Published on March 13, 2008
The planned temporary cut in import duties for soybean meal will not be enough to reduce the rising burden on producers of animal feed-meal and aquaculture goods and cattle farmers, industry representatives said yesterday.
The animal feed-meal price subcommittee said the import duty for soybean meal would be temporarily reduced to zero. The proposal aims to reduce costs for animal-feed producers, focusing on pig farmers to cushion the price of pork.
The duty-free soybean-meal measure is expected to become effective after Cabinet approval and remain until the end of the year.
Soybean meal is currently subject to 4-per-cent import duty.
The Commerce Ministry said waiving the import duty for almost a year would decrease feed costs for pigs by 1.15 per cent, or Bt11.16 per 100 kilograms.
To increase efficiency in the animal-feed industry, feed producers called on the government to allow pork prices to increase in line with market mechanisms and their higher production costs. In addition, they want the government to set up a special fund to encourage development.
"The government should allow product prices to increase in line with rising raw-material prices, as these are up by 30-70 per cent," a source at Thai Feed Mills Association said, adding it wanted price increases of 15 to 20 per cent.
Thailand imported a record 2.1 million tonnes of soybean meal for animal-feed manufacturing last year, followed by soybean, maize and powdered fish, which are subject to import tariffs of between zero and 15 per cent.
The source explained that the tariff cut to zero for soybean-meal imports would only reduce the costs of producers by 1 to 2 per cent, but the major costs of production, which rose more than 30 per cent this year, have not decreased.
Sompong Chaowangsai, president of the Thai Aquaculture Association, said the tariff cut for soybean meal would help decrease shrimp feed-meal prices by 20-30 satang per kilo.
"The government needs to urgently enact concrete measures to save the shrimp industry, or else the industry might disappear as it would face the same problem of oversupply and falling prices every year," Sompong said.
The costs of shrimp production are now close to the selling price, which has dropped to Bt110-Bt120 per kilo, he said.
Lomdet Junbut, chairman of Samut Prakan Quality Shrimp Farmers Club, said
the shrimp-feed price was up by 9 per cent in the past two months, from Bt610 to Bt770 per 100-kg sack.
He said the government should set up a fair system to prevent
price speculation by large animal-feed producers, as well as establish a fund to help farmers in the long run.
In its Thai Market Wrap, Phatra Securities said Finance Ministry plans to cut the import tariff on raw materials for feed meal would not help manufacturers greatly.
Since corn and fishmeal are locally sourced and prices are rising worldwide, the company does not think lowering import duties will have much effect.
Lowering the duty for soybean meal will help cut production costs, however, as 70 per cent of the requirements are imported. But since soybean meal makes up only 30 per cent of feed ingredients (corn is 60 per cent) and the import tariff is only 4 per cent, the duty removal is unlikely to lower feed production costs by more than 1 per cent, Phatra said.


* _Your instructions_
Transcribe the lines below exactly, beginning with the line that holds "a bounding box." and ending with the final line, both included. Pictures are to be left out.

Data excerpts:
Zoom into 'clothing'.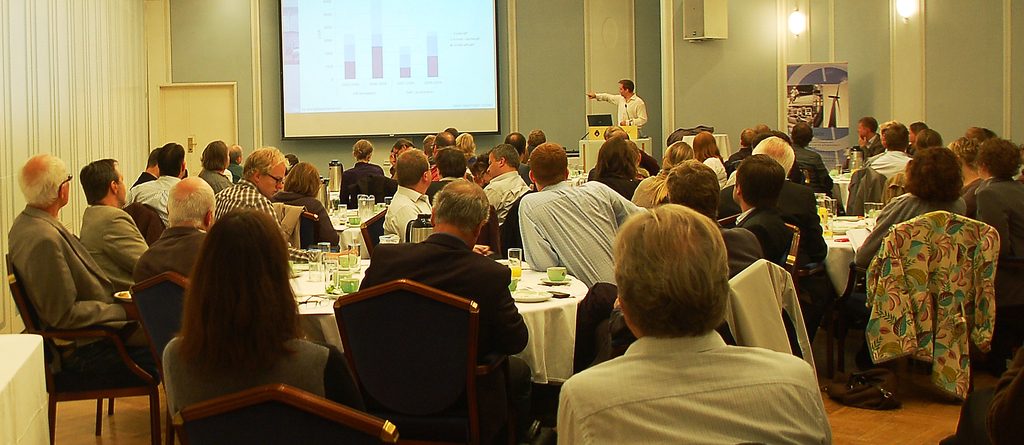
Zoom target: box=[365, 231, 538, 444].
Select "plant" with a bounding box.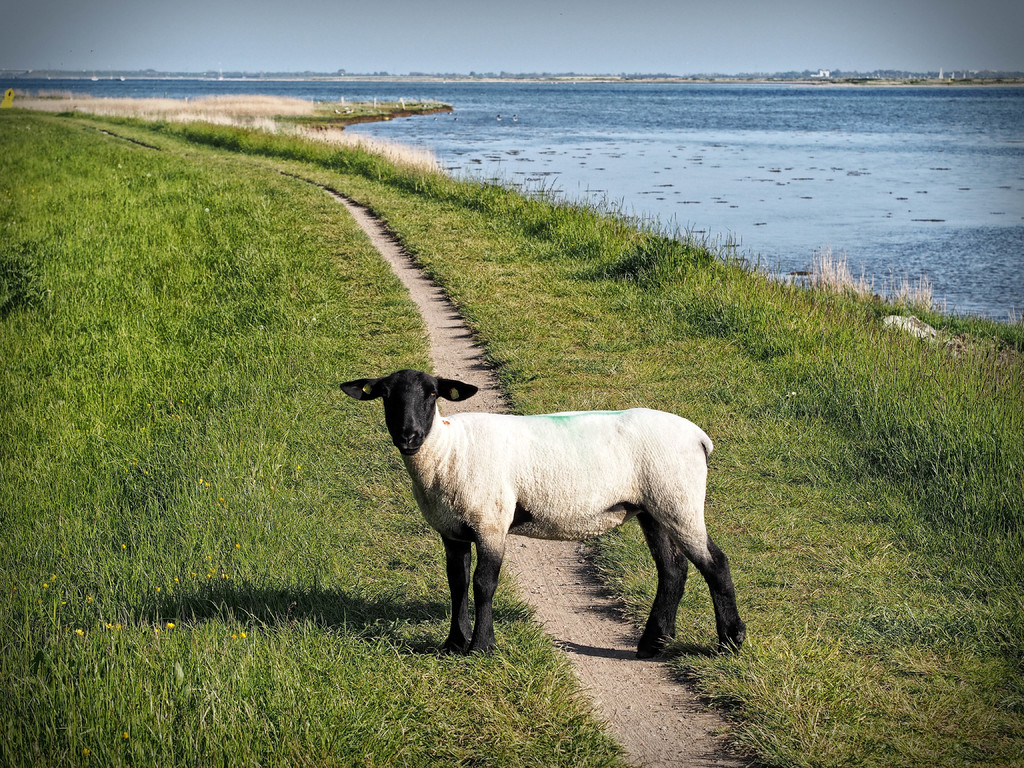
region(0, 99, 1023, 764).
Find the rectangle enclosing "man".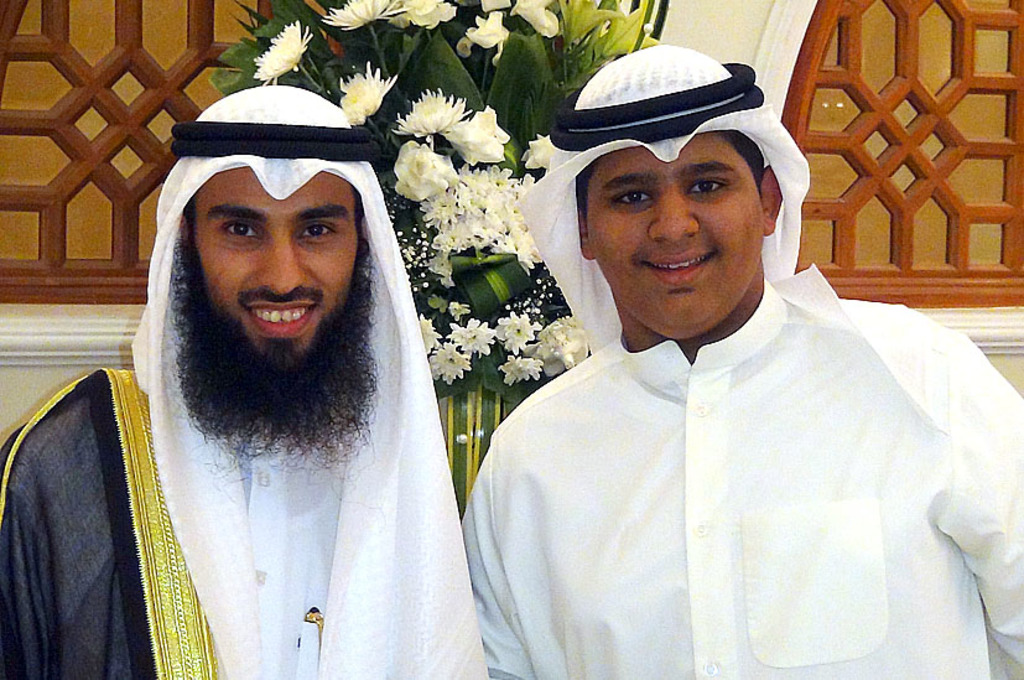
detection(461, 45, 1023, 679).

* _Response area_
Select "plant" with a bounding box.
region(0, 99, 1023, 764).
Find the rectangle enclosing "man".
detection(461, 45, 1023, 679).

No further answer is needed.